That’s what a civil rights lawyer wrote to Julia Lurie, the day after her major investigation into a psychiatric hospital chain that uses foster children as “cash cows” published, letting her know he was using her findings that same day in a hearing to keep a child out of one of the facilities we investigated.

That’s awesome. As is the fact that Julia, who spent a full year reporting this challenging story, promptly heard from a Senate committee that will use her work in their own investigation of Universal Health Services. There’s no doubt her revelations will continue to have a big impact in the months and years to come.

Like another story about Mother Jones’ real-world impact.
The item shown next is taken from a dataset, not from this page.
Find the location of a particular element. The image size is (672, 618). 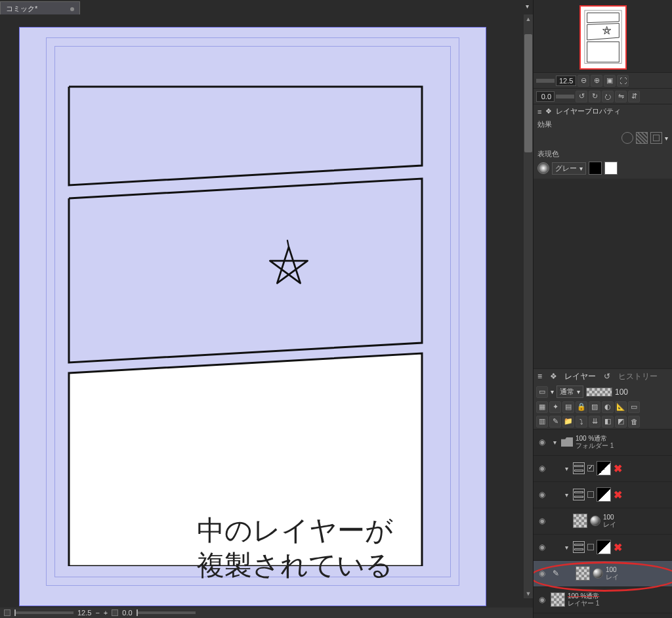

This one, a multiyear investigation, published in 2021, exposed conditions in sugar work camps in the Dominican Republic owned by Central Romana—the conglomerate behind brands like C&H and Domino, whose product ends up in our Hershey bars and other sweets. A year ago, the Biden administration banned sugar imports from Central Romana. And just recently, we learned of a previously undisclosed investigation from the Department of Homeland Security, looking into working conditions at Central Romana. How big of a deal is this?

“This could be the first time a corporation would be held criminally liable for forced labor in their own supply chains,” according to a retired special agent we talked to.

Wow.

And it is only because Mother Jones is funded primarily by donations from readers that we can mount ambitious, yearlong—or more—investigations like these two stories that are making waves.

About that: It’s unfathomably hard in the news business right now, and we came up about $28,000 short during our recent fall fundraising campaign. We simply have to make that up soon to avoid falling further behind than can be made up for, or needing to somehow trim $1 million from our budget, like happened last year.